Samsung wants to 'own' the mirrorless camera sector, according to Seung Soo Park, Samsung’s Vice President, Strategy Marketing and Digital Media. This will include enhanced communication with customers and firmware updates for its cameras based on their requests, he said, in an exclusive interview with dpreview.com.
'Over 30% of customers are registering their NX10 - they really want to communicate with us. They're checking for firmware updates every day so we're learning to be more pro-active, trying to improve our service,' he said.
The result will be firmware updates based on this feedback, he confirmed. 'We're receiving many good ideas, ways to upgrade and improve the user interface - we will be issuing firmware not as trouble-shooting but as relationship management,' said Byung-Deok Nam, Vice President of the development team.
Meanwhile, Park dismissed the idea that the NX10 should be seen as an entry-level DSLR competitor, citing its high-resolution AMOLED screen and 14.6MP CMOS sensor as evidence that the new mirrorless camera is in a class of its own. ‘The NX10 is a new breed of camera’ he explained - neither a development of DSLR, nor compact camera technology, but a ‘new paradigm.'
Asked how he would summarize the NX10’s unique selling points, Park pointed to Samsung’s use of an APS-C format sensor in a body which offers the same ease-of-use as a high-end compact.

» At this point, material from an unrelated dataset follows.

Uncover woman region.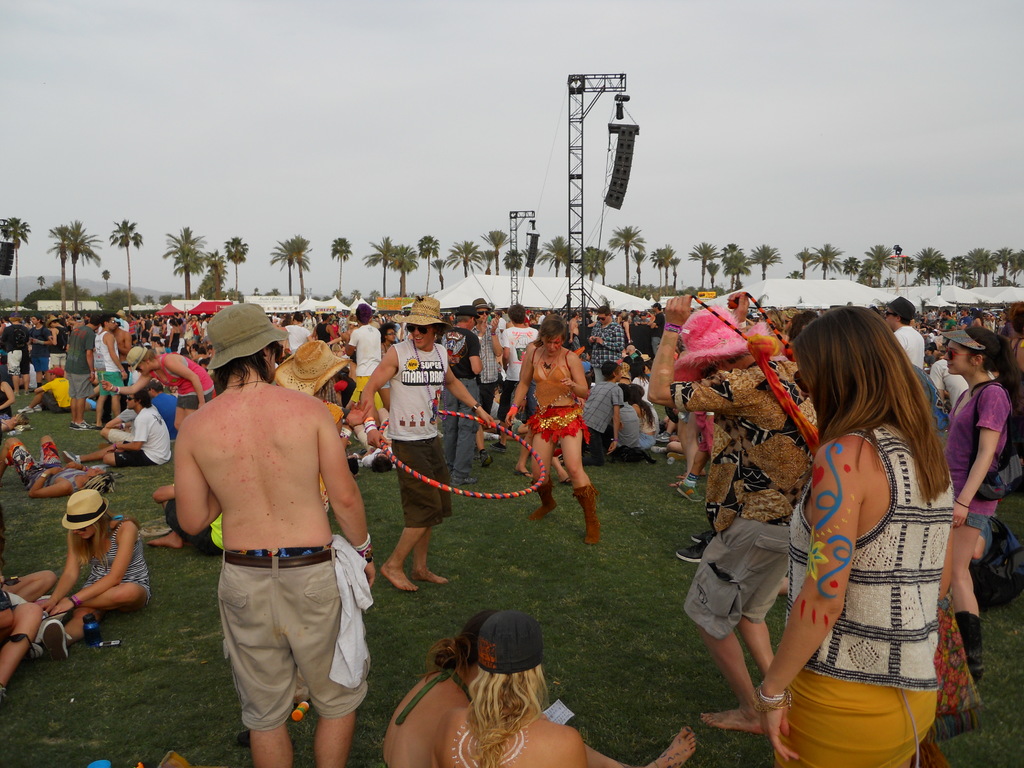
Uncovered: select_region(380, 608, 697, 767).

Huge efforts are being made, Park told us, to make Samsung into a ‘camera specialist’ in its own right and he promised consumers ‘more, and faster innovation’ in the near future.
Despite these ambitions, he admitted the company had been ‘very surprised’ by the popularity of the 30mm f/2 pancake lens. 'For every 100 kit zooms we sell, we sell 50 pancakes,'he said and pointed to the NX10’s light weight and small body as a key to the success of the tiny lens.
When asked about the future of Samsung’s GX-series DSLRs, which were developed in partnership with Pentax, Park was noncommittal. The relationship with Pentax remains one of ‘close co-operation’ he told us, but in the short term, Samsung’s focus is on NX.